Traffic starts to resume in province, Shanghai after warnings downgraded
Typhoon In-Fa, after making landfall in Zhoushan, Zhejiang province, on Sunday and swirling through Hangzhou Bay, made an unprecedented second landfall in the province at around 9:50 am on Monday in Pinghu. By then its maximum wind speed had diminished to around 100 kilometers per hour.
After making landfall, In-Fa was downgraded to a tropical storm. It was expected to move farther northwest and inland at 5 to 10 km/h, with its strength gradually weakening.
This marked the first time that one typhoon had made landfall twice in Zhejiang, according to the Zhejiang Meteorological Station. It is also the strongest July typhoon ever in Zhejiang, which has long been hit by typhoons in summer.
According to the China Meteorological Administration, a weakening In-Fa continued swirling northwest, entering Jiangsu province on Monday night, and it was expected to move northeast on Wednesday and moving on to the Yellow Sea between China and the Korean Peninsula on Friday.
The storm system has brought heavy rainfall that affected millions of people in East China, forcing major cities in the region, including Hangzhou and Ningbo in Zhejiang, and Shanghai, to cancel flights, reduce the speed of or suspend subway trains, and close expressways starting on Sunday.
In Yuyao county of Ningbo, strong winds uprooted trees and downpours drenched communities with knee-deep water earlier on Monday. From 8 am on Thursday to 5 pm on Monday, a monitoring station in Yuyao had received accumulated rainfall of 1,003 millimeters-a record for Zhejiang.
“We worked around the clock from midnight, when a breach occurred at a dam between two villages, with the breach widening to 1 meter, but, fortunately, we filled it with sandbags by 6 am,” said Zhao Jinjiang, a police officer in Hemudu township.
As the storm system weakened, provincial authorities allowed traffic flow to resume.
At 9:35 am, a flight from Guangzhou, Guangdong province landed at Hangzhou Xiaoshan International Airport, marking the airport’s resumption of operations.
The airport was scheduled to handle 410 flights on Monday, according to the airport authority.
As the storm weakened, most flights in and out of Shanghai’s Hongqiao International Airport and Pudong International Airport resumed at noon on Monday. The airports had been closed throughout Sunday, a rare typhoon measure in Shanghai.
On Monday afternoon, Shanghai’s meteorological authority downgraded the warnings for both typhoon and rainstorm to the lowest level as the strength of In-Fa weakened after its second landfall in Zhejiang.
Most sections of Shanghai’s subway line running above ground and on elevated tracks, as well as the maglev train to Pudong airport, resumed service on Monday afternoon following a 24-hour suspension. For safety reasons, services continued to be suspended for some subway lines running above ground in coastal areas.
Heavy rain continued on Monday, but Shanghai police said that any traffic congestion during the morning rush did not last long.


» **WORK TO COMPLETE**: Copy out every line of the records in which "chart" can be found.
SOURCE MATERIAL START
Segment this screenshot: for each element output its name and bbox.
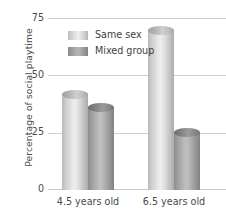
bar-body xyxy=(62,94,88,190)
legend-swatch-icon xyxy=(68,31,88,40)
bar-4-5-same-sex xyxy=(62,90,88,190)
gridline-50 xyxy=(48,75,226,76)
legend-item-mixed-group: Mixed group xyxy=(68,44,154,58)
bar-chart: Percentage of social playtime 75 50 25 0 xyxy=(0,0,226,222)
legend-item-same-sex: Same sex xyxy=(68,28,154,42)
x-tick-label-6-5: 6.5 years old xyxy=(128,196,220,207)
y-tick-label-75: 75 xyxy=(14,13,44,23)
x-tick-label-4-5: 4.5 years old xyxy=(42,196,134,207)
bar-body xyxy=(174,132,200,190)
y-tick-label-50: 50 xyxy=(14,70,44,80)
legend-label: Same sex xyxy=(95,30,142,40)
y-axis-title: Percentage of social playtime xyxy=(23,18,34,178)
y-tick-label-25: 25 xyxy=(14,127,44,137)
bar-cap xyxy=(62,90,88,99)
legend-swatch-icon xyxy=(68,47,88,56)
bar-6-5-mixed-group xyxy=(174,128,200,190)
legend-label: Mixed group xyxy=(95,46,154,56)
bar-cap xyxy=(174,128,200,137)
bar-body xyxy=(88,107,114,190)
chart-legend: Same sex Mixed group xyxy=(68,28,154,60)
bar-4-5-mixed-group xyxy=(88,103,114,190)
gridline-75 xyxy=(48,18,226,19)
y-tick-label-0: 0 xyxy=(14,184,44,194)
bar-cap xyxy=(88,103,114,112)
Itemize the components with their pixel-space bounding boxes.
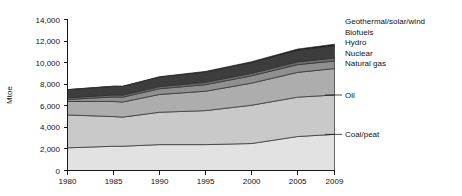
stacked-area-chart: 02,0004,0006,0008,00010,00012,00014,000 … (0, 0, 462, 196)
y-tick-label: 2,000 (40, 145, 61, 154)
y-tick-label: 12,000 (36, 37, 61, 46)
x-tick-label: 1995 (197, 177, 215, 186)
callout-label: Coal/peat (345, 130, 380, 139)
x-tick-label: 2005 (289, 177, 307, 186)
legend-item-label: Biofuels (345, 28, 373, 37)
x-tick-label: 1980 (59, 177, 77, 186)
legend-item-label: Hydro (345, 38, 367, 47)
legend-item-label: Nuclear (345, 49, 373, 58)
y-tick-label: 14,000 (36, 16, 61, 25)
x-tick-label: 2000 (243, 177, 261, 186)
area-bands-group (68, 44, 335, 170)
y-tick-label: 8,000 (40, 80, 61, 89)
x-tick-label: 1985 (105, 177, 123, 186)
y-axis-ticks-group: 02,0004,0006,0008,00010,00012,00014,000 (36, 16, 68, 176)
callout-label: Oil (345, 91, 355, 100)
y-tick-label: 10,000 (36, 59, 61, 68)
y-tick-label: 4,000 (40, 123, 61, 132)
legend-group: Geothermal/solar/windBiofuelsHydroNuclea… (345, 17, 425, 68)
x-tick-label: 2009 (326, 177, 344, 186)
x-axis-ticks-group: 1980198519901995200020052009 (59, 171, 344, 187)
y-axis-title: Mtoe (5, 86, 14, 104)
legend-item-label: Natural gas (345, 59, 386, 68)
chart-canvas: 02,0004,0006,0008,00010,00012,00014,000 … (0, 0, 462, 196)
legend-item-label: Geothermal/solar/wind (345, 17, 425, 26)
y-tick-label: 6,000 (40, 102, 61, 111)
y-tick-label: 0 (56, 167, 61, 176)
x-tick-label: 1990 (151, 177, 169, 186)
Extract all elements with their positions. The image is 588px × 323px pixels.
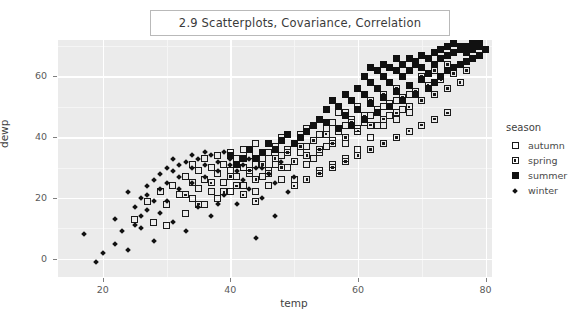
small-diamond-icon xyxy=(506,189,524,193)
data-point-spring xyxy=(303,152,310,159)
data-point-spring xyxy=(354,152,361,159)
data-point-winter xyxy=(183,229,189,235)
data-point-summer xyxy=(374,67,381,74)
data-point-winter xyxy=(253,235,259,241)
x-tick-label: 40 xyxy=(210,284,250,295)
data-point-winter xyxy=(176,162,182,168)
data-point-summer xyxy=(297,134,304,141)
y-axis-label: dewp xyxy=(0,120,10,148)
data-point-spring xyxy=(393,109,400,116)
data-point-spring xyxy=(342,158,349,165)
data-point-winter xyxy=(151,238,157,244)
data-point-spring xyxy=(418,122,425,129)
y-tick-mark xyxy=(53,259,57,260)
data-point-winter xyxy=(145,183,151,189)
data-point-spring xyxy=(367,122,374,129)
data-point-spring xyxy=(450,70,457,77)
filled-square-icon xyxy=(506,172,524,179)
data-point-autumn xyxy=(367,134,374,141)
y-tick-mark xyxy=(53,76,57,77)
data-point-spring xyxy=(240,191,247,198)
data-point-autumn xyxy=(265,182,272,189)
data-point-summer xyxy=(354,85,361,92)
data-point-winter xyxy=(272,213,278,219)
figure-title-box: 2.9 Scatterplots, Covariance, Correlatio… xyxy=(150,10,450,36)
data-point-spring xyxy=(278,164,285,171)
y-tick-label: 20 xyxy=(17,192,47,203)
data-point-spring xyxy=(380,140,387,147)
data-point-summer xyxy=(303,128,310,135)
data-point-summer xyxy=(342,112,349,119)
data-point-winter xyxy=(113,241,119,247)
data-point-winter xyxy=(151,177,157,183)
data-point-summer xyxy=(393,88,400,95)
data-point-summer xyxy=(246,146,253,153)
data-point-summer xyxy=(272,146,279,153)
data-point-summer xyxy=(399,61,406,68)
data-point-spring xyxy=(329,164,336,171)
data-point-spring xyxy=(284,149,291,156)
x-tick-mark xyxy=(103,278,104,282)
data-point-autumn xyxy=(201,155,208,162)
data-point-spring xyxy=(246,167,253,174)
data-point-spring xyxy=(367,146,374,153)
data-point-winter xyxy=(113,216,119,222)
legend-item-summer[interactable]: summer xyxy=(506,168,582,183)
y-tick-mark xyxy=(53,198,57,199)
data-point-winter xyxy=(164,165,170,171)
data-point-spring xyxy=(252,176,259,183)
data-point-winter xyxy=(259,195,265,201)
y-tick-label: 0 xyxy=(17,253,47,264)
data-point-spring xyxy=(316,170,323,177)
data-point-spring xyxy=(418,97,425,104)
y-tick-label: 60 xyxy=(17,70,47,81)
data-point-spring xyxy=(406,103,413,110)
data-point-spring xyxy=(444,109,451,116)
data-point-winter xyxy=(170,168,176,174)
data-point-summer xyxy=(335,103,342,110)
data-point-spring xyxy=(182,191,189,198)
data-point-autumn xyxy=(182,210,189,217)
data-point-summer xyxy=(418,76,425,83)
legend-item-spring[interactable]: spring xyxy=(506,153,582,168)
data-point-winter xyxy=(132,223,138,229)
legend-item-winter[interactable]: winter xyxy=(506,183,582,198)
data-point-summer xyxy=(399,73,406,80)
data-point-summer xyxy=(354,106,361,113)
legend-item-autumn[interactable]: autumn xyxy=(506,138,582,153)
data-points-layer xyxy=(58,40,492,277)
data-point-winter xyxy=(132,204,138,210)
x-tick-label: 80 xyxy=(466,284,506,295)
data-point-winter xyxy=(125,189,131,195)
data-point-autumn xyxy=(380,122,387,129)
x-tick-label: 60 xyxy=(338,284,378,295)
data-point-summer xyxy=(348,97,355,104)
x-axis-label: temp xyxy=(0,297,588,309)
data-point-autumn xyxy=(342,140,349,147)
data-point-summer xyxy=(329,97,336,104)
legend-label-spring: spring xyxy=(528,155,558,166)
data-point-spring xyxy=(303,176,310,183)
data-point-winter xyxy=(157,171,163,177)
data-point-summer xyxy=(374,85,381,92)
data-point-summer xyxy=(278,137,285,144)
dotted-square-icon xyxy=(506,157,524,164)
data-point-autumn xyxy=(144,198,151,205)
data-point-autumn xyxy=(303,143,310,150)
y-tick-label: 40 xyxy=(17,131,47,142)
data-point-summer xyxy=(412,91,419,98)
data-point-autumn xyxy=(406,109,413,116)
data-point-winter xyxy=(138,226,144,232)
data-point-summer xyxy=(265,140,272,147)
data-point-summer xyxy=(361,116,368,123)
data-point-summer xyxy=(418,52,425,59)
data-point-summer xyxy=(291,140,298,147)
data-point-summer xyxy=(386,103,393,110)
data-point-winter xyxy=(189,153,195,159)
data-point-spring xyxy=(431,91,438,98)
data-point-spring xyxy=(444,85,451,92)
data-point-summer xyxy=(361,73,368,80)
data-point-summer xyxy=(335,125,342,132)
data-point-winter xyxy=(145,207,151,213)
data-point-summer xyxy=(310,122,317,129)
SOURCE MATERIAL END
» **SOLUTION BELOW**:
bar-chart: Percentage of social playtime 75 50 25 0 xyxy=(0,0,226,222)
chart-legend: Same sex Mixed group xyxy=(68,28,154,60)
stacked-area-chart: 02,0004,0006,0008,00010,00012,00014,000 … (0, 0, 462, 196)
chart-canvas: 02,0004,0006,0008,00010,00012,00014,000 … (0, 0, 462, 196)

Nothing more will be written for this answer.